Published: 17-01-2018 17:03 | Updated: 22-07-2019 16:54

Jorge Ruas recipient of The Leif C. Groop award for outstanding diabetes research

Jorge Ruas, Associate Professor at the Department of Physiology and Pharmacology at Karolinska Institutet, is the recipient of The Leif C. Groop award for outstanding diabetes research for his work on muscle and exercise physiology and critical signalling pathways in skeletal muscle, liver and fat tissue.

- The importance of muscle in our overall physiology has been underestimated. Muscle is indeed a tissue specialized in producing contraction and force, so you can breathe, move, run, and express yourself, but it is also an important organ that communicates with other tissues in the body. We are only starting to understand what messages are exchanged between muscle and other organs, and what information they carry, says Jorge Ruas.

Sara Liedholm, from Lund University Diabetes Centre, asked why this has become his focus of interest.

- I have always been interested in understanding how cells can turn on and off certain genes, depending on the situation. This adaptation is necessary for the cell to survive changes in their environment but how do they sense that they need to change?
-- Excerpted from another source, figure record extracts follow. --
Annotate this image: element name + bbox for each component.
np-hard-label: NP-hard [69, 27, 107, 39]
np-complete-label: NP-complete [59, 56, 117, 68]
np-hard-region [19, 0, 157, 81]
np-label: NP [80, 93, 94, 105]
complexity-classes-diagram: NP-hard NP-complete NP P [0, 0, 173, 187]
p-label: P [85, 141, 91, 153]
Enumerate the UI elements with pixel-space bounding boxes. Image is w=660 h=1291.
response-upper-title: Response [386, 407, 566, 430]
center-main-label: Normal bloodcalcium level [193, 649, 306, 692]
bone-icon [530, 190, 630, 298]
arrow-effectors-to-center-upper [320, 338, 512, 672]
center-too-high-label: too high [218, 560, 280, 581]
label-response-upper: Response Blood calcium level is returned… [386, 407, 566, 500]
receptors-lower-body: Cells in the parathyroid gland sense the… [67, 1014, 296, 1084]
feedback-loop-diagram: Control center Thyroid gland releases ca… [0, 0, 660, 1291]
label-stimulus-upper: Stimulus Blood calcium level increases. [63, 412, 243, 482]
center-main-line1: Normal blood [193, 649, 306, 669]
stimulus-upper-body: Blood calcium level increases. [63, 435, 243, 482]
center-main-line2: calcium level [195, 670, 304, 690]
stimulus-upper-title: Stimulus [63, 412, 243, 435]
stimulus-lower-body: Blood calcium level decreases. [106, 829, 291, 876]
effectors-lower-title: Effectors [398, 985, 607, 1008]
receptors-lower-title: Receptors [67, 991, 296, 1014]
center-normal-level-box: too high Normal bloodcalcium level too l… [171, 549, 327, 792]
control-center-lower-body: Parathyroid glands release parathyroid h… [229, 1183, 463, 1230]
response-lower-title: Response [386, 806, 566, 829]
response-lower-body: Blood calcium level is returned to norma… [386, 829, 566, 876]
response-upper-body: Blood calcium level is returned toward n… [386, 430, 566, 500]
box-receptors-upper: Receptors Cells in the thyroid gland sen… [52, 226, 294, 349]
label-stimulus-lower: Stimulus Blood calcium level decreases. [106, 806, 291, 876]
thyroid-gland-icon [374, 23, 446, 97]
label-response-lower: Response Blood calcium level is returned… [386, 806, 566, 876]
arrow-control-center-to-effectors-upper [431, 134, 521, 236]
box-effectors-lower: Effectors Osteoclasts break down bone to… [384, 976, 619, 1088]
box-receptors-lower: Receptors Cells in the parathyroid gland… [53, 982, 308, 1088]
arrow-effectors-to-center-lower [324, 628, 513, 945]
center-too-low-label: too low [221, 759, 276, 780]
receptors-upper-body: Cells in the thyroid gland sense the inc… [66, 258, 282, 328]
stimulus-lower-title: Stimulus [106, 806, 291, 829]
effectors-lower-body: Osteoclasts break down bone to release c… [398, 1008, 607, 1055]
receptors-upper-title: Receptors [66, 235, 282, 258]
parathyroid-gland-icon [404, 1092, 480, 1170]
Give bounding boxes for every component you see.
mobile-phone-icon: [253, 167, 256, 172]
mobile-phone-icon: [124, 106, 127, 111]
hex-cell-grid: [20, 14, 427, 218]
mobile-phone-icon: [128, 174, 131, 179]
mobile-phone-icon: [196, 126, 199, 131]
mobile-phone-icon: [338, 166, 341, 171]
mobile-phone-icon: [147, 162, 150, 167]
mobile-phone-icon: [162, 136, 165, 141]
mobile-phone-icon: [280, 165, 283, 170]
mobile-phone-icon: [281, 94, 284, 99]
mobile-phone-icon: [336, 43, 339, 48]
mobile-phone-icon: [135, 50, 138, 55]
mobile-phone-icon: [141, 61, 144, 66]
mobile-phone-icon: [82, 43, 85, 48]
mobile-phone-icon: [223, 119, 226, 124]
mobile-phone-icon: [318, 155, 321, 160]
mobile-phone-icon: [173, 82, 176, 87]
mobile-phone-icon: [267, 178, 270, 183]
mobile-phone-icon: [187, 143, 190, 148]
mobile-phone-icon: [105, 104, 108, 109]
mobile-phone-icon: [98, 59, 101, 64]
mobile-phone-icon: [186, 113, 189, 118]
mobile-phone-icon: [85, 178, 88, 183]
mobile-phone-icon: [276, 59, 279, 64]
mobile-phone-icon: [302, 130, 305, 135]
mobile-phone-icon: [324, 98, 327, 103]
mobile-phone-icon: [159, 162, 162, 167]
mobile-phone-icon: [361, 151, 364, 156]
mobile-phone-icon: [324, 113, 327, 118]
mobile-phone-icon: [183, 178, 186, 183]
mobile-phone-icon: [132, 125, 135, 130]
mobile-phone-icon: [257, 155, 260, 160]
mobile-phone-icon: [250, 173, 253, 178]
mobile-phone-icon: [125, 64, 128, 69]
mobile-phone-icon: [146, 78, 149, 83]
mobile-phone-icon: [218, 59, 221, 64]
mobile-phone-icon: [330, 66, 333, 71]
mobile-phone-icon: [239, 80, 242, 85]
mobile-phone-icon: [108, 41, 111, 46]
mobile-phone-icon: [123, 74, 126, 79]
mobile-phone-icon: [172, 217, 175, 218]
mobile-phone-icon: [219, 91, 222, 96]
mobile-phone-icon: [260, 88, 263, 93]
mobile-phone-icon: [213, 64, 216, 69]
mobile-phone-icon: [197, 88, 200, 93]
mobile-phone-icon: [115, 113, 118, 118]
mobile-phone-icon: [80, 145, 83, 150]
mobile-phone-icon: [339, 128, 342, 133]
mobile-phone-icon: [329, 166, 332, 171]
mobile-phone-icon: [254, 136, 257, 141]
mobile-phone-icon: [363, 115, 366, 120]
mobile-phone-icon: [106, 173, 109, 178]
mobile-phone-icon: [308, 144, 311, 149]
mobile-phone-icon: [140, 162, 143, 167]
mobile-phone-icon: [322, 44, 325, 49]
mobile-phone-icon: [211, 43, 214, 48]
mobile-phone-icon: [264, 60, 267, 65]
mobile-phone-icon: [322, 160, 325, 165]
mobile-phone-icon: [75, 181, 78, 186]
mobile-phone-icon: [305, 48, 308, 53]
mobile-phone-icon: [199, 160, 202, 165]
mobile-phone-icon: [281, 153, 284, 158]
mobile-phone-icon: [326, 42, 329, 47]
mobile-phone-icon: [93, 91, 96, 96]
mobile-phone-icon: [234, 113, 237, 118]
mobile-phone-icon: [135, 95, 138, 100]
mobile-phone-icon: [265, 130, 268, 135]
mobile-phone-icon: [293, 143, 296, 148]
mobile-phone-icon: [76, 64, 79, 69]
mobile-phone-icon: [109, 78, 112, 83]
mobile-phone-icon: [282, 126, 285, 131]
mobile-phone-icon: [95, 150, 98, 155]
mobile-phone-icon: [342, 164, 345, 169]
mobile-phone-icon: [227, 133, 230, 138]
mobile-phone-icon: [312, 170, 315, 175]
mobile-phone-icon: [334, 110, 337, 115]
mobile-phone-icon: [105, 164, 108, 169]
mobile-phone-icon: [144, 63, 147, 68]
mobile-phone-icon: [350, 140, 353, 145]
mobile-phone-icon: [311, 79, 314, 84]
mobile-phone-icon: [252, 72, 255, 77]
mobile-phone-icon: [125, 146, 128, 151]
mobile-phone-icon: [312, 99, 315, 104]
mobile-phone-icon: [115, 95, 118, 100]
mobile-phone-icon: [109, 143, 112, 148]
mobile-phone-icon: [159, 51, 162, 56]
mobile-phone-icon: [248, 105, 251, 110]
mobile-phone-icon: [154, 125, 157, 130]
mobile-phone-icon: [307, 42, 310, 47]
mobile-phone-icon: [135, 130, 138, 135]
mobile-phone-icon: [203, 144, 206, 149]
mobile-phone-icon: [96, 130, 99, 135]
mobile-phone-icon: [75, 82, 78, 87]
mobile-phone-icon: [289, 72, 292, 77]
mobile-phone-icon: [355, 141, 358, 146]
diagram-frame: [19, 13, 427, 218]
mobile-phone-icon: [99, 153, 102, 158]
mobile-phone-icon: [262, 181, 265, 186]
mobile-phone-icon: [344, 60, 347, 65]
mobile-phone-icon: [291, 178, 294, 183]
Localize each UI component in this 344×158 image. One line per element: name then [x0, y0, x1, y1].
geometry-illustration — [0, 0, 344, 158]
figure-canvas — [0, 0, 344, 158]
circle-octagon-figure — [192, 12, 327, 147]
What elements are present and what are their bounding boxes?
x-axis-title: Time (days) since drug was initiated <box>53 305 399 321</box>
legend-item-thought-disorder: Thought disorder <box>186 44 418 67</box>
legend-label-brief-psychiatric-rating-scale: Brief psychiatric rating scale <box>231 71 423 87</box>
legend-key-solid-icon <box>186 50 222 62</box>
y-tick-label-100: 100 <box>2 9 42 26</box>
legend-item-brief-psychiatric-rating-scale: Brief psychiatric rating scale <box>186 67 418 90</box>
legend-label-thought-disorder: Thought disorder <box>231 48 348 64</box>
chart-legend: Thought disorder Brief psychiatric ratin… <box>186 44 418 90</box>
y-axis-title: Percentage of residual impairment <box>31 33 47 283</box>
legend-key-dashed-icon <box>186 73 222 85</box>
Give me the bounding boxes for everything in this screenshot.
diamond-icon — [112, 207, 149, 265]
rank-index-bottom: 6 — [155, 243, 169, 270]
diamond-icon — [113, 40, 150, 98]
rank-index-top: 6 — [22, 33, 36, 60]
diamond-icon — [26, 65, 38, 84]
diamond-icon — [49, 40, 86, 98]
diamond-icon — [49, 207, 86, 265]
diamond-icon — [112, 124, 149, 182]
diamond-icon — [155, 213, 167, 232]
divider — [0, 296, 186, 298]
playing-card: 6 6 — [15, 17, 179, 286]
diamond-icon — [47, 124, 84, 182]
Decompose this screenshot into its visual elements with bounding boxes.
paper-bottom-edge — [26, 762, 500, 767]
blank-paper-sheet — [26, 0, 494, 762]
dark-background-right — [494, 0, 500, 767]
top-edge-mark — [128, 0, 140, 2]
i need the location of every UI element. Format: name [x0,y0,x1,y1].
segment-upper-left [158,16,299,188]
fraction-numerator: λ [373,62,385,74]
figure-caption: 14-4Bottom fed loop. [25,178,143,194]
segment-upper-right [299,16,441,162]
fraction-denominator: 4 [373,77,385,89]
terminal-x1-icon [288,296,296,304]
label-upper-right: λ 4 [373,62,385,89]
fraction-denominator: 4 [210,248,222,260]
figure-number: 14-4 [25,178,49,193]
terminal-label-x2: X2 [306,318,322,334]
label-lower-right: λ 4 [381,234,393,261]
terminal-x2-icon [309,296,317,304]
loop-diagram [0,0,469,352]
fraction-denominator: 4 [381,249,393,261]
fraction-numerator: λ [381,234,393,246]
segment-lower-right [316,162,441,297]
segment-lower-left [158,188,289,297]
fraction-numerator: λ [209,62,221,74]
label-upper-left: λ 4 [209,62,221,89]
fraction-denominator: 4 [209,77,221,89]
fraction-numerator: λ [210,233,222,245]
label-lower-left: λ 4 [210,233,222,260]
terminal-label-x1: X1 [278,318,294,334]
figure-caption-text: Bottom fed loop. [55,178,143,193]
And what are the molecules that decide that out of tens of thousands of genes, those few genes are the ones that need to be turned on or off?

- During my PhD I studied how this happened in cells that don’t have enough oxygen for a period of time. This happens, for example, during a reduction in blood supply to the tissue. During my postdoc, I continued to explore these research interests but in the field of energy metabolism, and focused on tissues, such as muscle and fat, that need to adapt to changes in fuel supply and demand.

Jorge Ruas has recently published a study on exercise and depression in the scientific journal Cell.

- What we have found is that if you exercise you reduce the levels of the “bad” kynurenines (molecules involved in many processes in the body, most notably brain function and psychiatric disease) in your brain and you can reduce the incidence of diseases such as depression. This happens because trained muscle will remove kynurenine from circulation. But we also found that kynurenines play important roles in regulating how tissues use energy - which of course is important in diabetes. Interestingly, the two aspects are very connected because diabetic patients have a higher incidence of co-morbidities such as depression when compared to other chronic diseases.

The prize of SEK 100 000, awarded annually to a researcher active in any of the Nordic countries Denmark, Finland, Iceland, Norway and Sweden for “scientific excellence that will benefit patients suffering from diabetes”, was instigated by the Diabetes Programme at Lund University (DPLU) in 2004. The announcement of the recipient is made in December every year and the prize ceremony will take place in conjunction with the Diabetes Research Day held at Lund University, Clinical Research Centre in Malmö on February 13, 2018.